Run these scenarios in order: baseline first, edge case second, then production workflow.
basic scenario
Basic Html to Jsx conversion
Input
Html sample with default settings
<div class="container">
<p>Hello world</p>
</div>
Output
Clean Jsx output using default mode
export default function Component() {
return (
<div className="container">
<p>Hello world</p>
</div>
);
}
Why this works: Default settings preserve most common structures and provide a fast baseline for validation.
Common mistake: Skipping output verification and assuming all formatting rules were preserved.
- Confirm conversion completes without warnings.
- Open output in a Jsx compatible viewer.
- Check special characters and line breaks.
edge scenario
Edge-case conversion with uncommon characters
Input
Html data containing symbols, long lines, and mixed encodings
<label for="email" tabindex="1">Email</label>
<svg viewBox="0 0 24 24"></svg>
Output
Jsx output with escaped characters handled safely
export default function Example() {
return (
<>
<label htmlFor="email" tabIndex={1}>Email</label>
<svg viewBox="0 0 24 24" />
</>
);
}
Why this works: Edge-case samples reveal escaping, encoding, and truncation issues early in the process.
Common mistake: Testing only small or clean inputs and missing production-only failures.
- Validate non-ASCII and escaped values.
- Compare output size before and after conversion.
- Verify no critical fields are dropped.
production scenario
Production-ready batch conversion pattern
Input
Html files from a deployment pipeline
Output
Jsx artifacts ready for publishing or integration
Why this works: A production scenario confirms your conversion logic is stable under realistic volume and structure.
Common mistake: Using one-off manual settings that cannot be repeated by the rest of the team.
- Version the conversion settings in docs.
- Record expected output checksums or snapshots.
- Run a final smoke test in the destination environment.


▶ ACTION ITEM: What you return should be the full listing, copied exactly and stripped of its pictures.

▶ DATA:

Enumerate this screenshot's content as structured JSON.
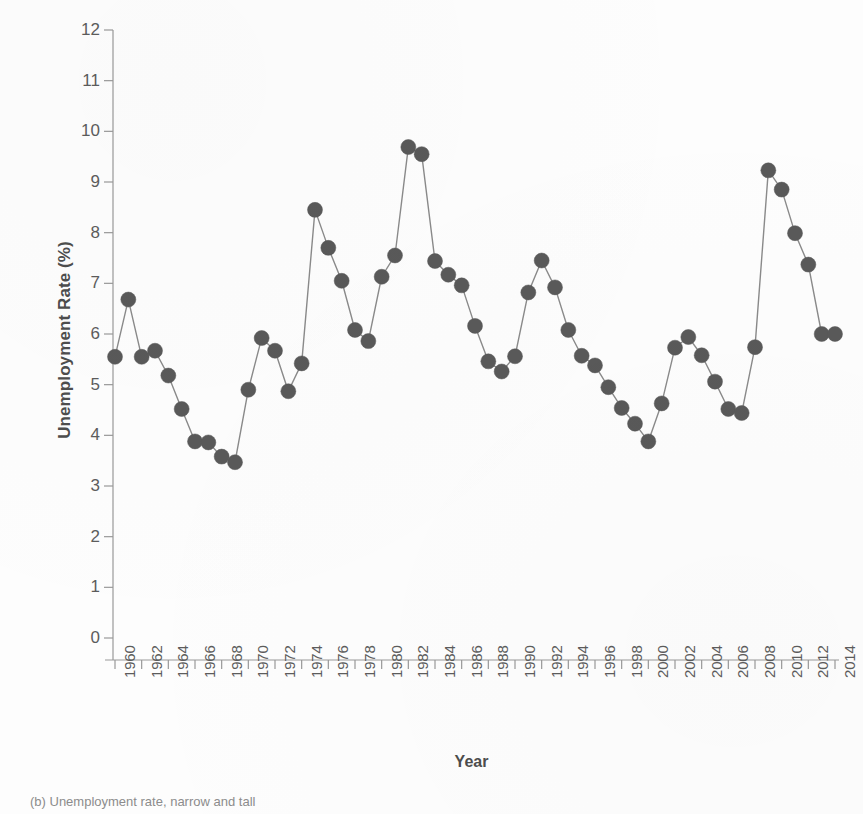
{
  "figure": {
    "caption": "(b) Unemployment rate, narrow and tall",
    "background_color": "#fdfdfd"
  },
  "axes": {
    "y_title": "Unemployment Rate (%)",
    "x_title": "Year",
    "y_tick_labels": [
      "12",
      "11",
      "10",
      "9",
      "8",
      "7",
      "6",
      "5",
      "4",
      "3",
      "2",
      "1",
      "0"
    ],
    "x_tick_labels": [
      "1960",
      "1962",
      "1964",
      "1966",
      "1968",
      "1970",
      "1972",
      "1974",
      "1976",
      "1978",
      "1980",
      "1982",
      "1984",
      "1986",
      "1988",
      "1990",
      "1992",
      "1994",
      "1996",
      "1998",
      "2000",
      "2002",
      "2004",
      "2006",
      "2008",
      "2010",
      "2012",
      "2014"
    ]
  },
  "style": {
    "marker_color": "#595959",
    "line_color": "#8a8a8a",
    "axis_color": "#999999",
    "text_color": "#5c5c5c",
    "title_color": "#4d4d4d",
    "marker_radius": 7.5,
    "line_width": 1.4
  },
  "chart_data": {
    "type": "line",
    "title": "",
    "subtitle": "",
    "xlabel": "Year",
    "ylabel": "Unemployment Rate (%)",
    "xlim": [
      1960,
      2014
    ],
    "ylim": [
      0,
      12
    ],
    "y_ticks": [
      0,
      1,
      2,
      3,
      4,
      5,
      6,
      7,
      8,
      9,
      10,
      11,
      12
    ],
    "x_ticks": [
      1960,
      1962,
      1964,
      1966,
      1968,
      1970,
      1972,
      1974,
      1976,
      1978,
      1980,
      1982,
      1984,
      1986,
      1988,
      1990,
      1992,
      1994,
      1996,
      1998,
      2000,
      2002,
      2004,
      2006,
      2008,
      2010,
      2012,
      2014
    ],
    "grid": false,
    "legend": false,
    "legend_position": "none",
    "markers": "filled-circle",
    "x": [
      1960,
      1961,
      1962,
      1963,
      1964,
      1965,
      1966,
      1967,
      1968,
      1969,
      1970,
      1971,
      1972,
      1973,
      1974,
      1975,
      1976,
      1977,
      1978,
      1979,
      1980,
      1981,
      1982,
      1983,
      1984,
      1985,
      1986,
      1987,
      1988,
      1989,
      1990,
      1991,
      1992,
      1993,
      1994,
      1995,
      1996,
      1997,
      1998,
      1999,
      2000,
      2001,
      2002,
      2003,
      2004,
      2005,
      2006,
      2007,
      2008,
      2009,
      2010,
      2011,
      2012,
      2013,
      2014
    ],
    "series": [
      {
        "name": "Unemployment rate",
        "values": [
          5.55,
          6.68,
          5.55,
          5.67,
          5.18,
          4.52,
          3.88,
          3.86,
          3.58,
          3.47,
          4.9,
          5.92,
          5.67,
          4.87,
          5.42,
          8.45,
          7.7,
          7.05,
          6.08,
          5.86,
          7.13,
          7.55,
          9.69,
          9.55,
          7.44,
          7.17,
          6.96,
          6.16,
          5.46,
          5.26,
          5.56,
          6.82,
          7.45,
          6.92,
          6.08,
          5.57,
          5.38,
          4.95,
          4.54,
          4.23,
          3.88,
          4.63,
          5.73,
          5.94,
          5.58,
          5.06,
          4.52,
          4.44,
          5.74,
          9.23,
          8.85,
          7.99,
          7.37,
          6.0,
          6.0
        ]
      }
    ],
    "notes": [
      "Highest value 9.69 at 1982",
      "Lowest value 3.47 at 1969",
      "Secondary peak 9.23 at 2009"
    ]
  }
}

▶ RESULT OF THIS EXERCISE:
Enumerate this screenshot's content as structured JSON.
{
  "figure": {
    "caption": "(b) Unemployment rate, narrow and tall",
    "background_color": "#fdfdfd"
  },
  "axes": {
    "y_title": "Unemployment Rate (%)",
    "x_title": "Year",
    "y_tick_labels": [
      "12",
      "11",
      "10",
      "9",
      "8",
      "7",
      "6",
      "5",
      "4",
      "3",
      "2",
      "1",
      "0"
    ],
    "x_tick_labels": [
      "1960",
      "1962",
      "1964",
      "1966",
      "1968",
      "1970",
      "1972",
      "1974",
      "1976",
      "1978",
      "1980",
      "1982",
      "1984",
      "1986",
      "1988",
      "1990",
      "1992",
      "1994",
      "1996",
      "1998",
      "2000",
      "2002",
      "2004",
      "2006",
      "2008",
      "2010",
      "2012",
      "2014"
    ]
  },
  "style": {
    "marker_color": "#595959",
    "line_color": "#8a8a8a",
    "axis_color": "#999999",
    "text_color": "#5c5c5c",
    "title_color": "#4d4d4d",
    "marker_radius": 7.5,
    "line_width": 1.4
  },
  "chart_data": {
    "type": "line",
    "title": "",
    "subtitle": "",
    "xlabel": "Year",
    "ylabel": "Unemployment Rate (%)",
    "xlim": [
      1960,
      2014
    ],
    "ylim": [
      0,
      12
    ],
    "y_ticks": [
      0,
      1,
      2,
      3,
      4,
      5,
      6,
      7,
      8,
      9,
      10,
      11,
      12
    ],
    "x_ticks": [
      1960,
      1962,
      1964,
      1966,
      1968,
      1970,
      1972,
      1974,
      1976,
      1978,
      1980,
      1982,
      1984,
      1986,
      1988,
      1990,
      1992,
      1994,
      1996,
      1998,
      2000,
      2002,
      2004,
      2006,
      2008,
      2010,
      2012,
      2014
    ],
    "grid": false,
    "legend": false,
    "legend_position": "none",
    "markers": "filled-circle",
    "x": [
      1960,
      1961,
      1962,
      1963,
      1964,
      1965,
      1966,
      1967,
      1968,
      1969,
      1970,
      1971,
      1972,
      1973,
      1974,
      1975,
      1976,
      1977,
      1978,
      1979,
      1980,
      1981,
      1982,
      1983,
      1984,
      1985,
      1986,
      1987,
      1988,
      1989,
      1990,
      1991,
      1992,
      1993,
      1994,
      1995,
      1996,
      1997,
      1998,
      1999,
      2000,
      2001,
      2002,
      2003,
      2004,
      2005,
      2006,
      2007,
      2008,
      2009,
      2010,
      2011,
      2012,
      2013,
      2014
    ],
    "series": [
      {
        "name": "Unemployment rate",
        "values": [
          5.55,
          6.68,
          5.55,
          5.67,
          5.18,
          4.52,
          3.88,
          3.86,
          3.58,
          3.47,
          4.9,
          5.92,
          5.67,
          4.87,
          5.42,
          8.45,
          7.7,
          7.05,
          6.08,
          5.86,
          7.13,
          7.55,
          9.69,
          9.55,
          7.44,
          7.17,
          6.96,
          6.16,
          5.46,
          5.26,
          5.56,
          6.82,
          7.45,
          6.92,
          6.08,
          5.57,
          5.38,
          4.95,
          4.54,
          4.23,
          3.88,
          4.63,
          5.73,
          5.94,
          5.58,
          5.06,
          4.52,
          4.44,
          5.74,
          9.23,
          8.85,
          7.99,
          7.37,
          6.0,
          6.0
        ]
      }
    ],
    "notes": [
      "Highest value 9.69 at 1982",
      "Lowest value 3.47 at 1969",
      "Secondary peak 9.23 at 2009"
    ]
  }
}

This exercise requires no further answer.